Expected Value (+EV) in Sports Betting: The Concept That Separates Winners from Losers
Every profitable sports bettor thinks in terms of expected value, not wins and losses. Here's what +EV actually means, how to calculate it, and how to find positive expected value bets in real markets.
What Expected Value Actually Means
Expected value (EV) is the average amount you'd expect to win or lose on a bet if you could make it an infinite number of times. A positive-EV (+EV) bet is one where the price you're getting is better than the true probability of the outcome — meaning that over the long run, betting it makes money. A negative-EV (-EV) bet loses money over time, even if it sometimes wins. This is the single most important concept in betting: profitable bettors don't chase wins, they chase +EV, and they trust that the wins follow over a large enough sample.
The Simple EV Formula
EV = (probability of winning × amount won per bet) − (probability of losing × amount lost per bet). Suppose you bet $100 on a team at +120 odds, and you believe their true chance of winning is 50%. If they win you profit $120; if they lose you're down $100. EV = (0.50 × $120) − (0.50 × $100) = $60 − $50 = +$10. That's a +EV bet: on average you make $10 every time you place it, even though half the time you lose. The key input is your estimate of the true probability — and that's where the skill lives.
Converting Odds to Implied Probability
To find +EV, you first need to know what probability the sportsbook is implying. For positive American odds: implied probability = 100 ÷ (odds + 100). So +120 implies 100 ÷ 220 = 45.5%. For negative odds: implied probability = |odds| ÷ (|odds| + 100). So -150 implies 150 ÷ 250 = 60%. If you think a team's true chance of winning is higher than the implied probability of the price you're getting, you have a +EV bet. If your estimate is lower, it's -EV and you should pass — no matter how much you like the team.
The Vig Problem
Here's why +EV is hard: sportsbooks build a margin (the "vig" or "juice") into every line. If you add up the implied probabilities of both sides of a typical bet, they total more than 100% — often 104–105%. That extra few percent is the house edge baked into the price. To be +EV, your edge has to be large enough to overcome the vig. This is why most bets offered are -EV by design, and why finding genuine +EV requires either superior information or catching a line before it corrects.
Where +EV Bets Actually Come From
Positive expected value comes from one of a few sources: information the market hasn't fully priced (a lineup change, a weather shift), a line that's slow to move on a less-watched market (player props, smaller leagues), or disagreement between sophisticated markets that signals mispricing. SharpCapper's Edge Board is built around that last source — it shows where sportsbooks and Kalshi prediction markets disagree, which is often where one side is mispriced. The AI picks layer in the information edge: surfacing injury and matchup context that the line may not fully reflect yet.
Why You Must Think Long-Term
The hardest part of +EV betting is psychological. A +EV bet can — and frequently will — lose. Variance is brutal in the short term; you can place ten +EV bets and lose six of them. This is normal and expected. The bettors who go broke are usually the ones who abandon a sound +EV approach after a losing week and start chasing. The bettors who win are the ones who trust the math, keep their bet sizing disciplined, and let a large sample do its work. EV is a long-term promise, not a short-term guarantee.
Putting It Into Practice
Start by always converting the odds you're offered into implied probability, then honestly asking whether you think the real probability is higher. If you can't confidently say yes, pass. Track your bets against closing lines — consistently beating the closing line is the clearest proof you're finding +EV. And use tools that surface mispricing rather than hype: SharpCapper's confidence scores and Edge Board are designed to point you toward spots where the available data suggests the price may be wrong, which is exactly where positive expected value lives.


TASK DIRECTIONS: In your copy, leave out the pictures and repeat every record exactly.

SUPPLIED MATERIAL:
----------

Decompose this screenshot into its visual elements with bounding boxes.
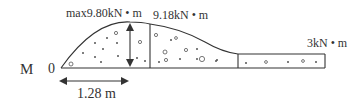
axis-label: M (20, 62, 33, 77)
dimension-arrow-head-right (121, 77, 129, 85)
max-arrow-head-down (126, 59, 134, 67)
dimension-arrow-head-left (59, 77, 67, 85)
moment-curve (61, 22, 150, 68)
moment-slope (150, 24, 238, 54)
mid-moment-label: 9.18kN • m (153, 9, 208, 21)
max-arrow-head-up (126, 23, 134, 31)
bending-moment-diagram: M 0 max9.80kN • m 9.18kN • m 3kN • m 1.2… (0, 0, 361, 105)
max-moment-label: max9.80kN • m (66, 7, 142, 19)
dimension-label: 1.28 m (77, 87, 116, 101)
end-moment-label: 3kN • m (307, 37, 347, 49)
hatch-circles (69, 31, 304, 66)
origin-label: 0 (48, 62, 55, 76)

----------

SOLUTION BELOW:
Decompose this screenshot into its visual elements with bounding boxes.
axis-label: M (20, 62, 33, 77)
dimension-arrow-head-right (121, 77, 129, 85)
max-arrow-head-down (126, 59, 134, 67)
dimension-arrow-head-left (59, 77, 67, 85)
moment-curve (61, 22, 150, 68)
moment-slope (150, 24, 238, 54)
mid-moment-label: 9.18kN • m (153, 9, 208, 21)
max-arrow-head-up (126, 23, 134, 31)
bending-moment-diagram: M 0 max9.80kN • m 9.18kN • m 3kN • m 1.2… (0, 0, 361, 105)
max-moment-label: max9.80kN • m (66, 7, 142, 19)
dimension-label: 1.28 m (77, 87, 116, 101)
end-moment-label: 3kN • m (307, 37, 347, 49)
hatch-circles (69, 31, 304, 66)
origin-label: 0 (48, 62, 55, 76)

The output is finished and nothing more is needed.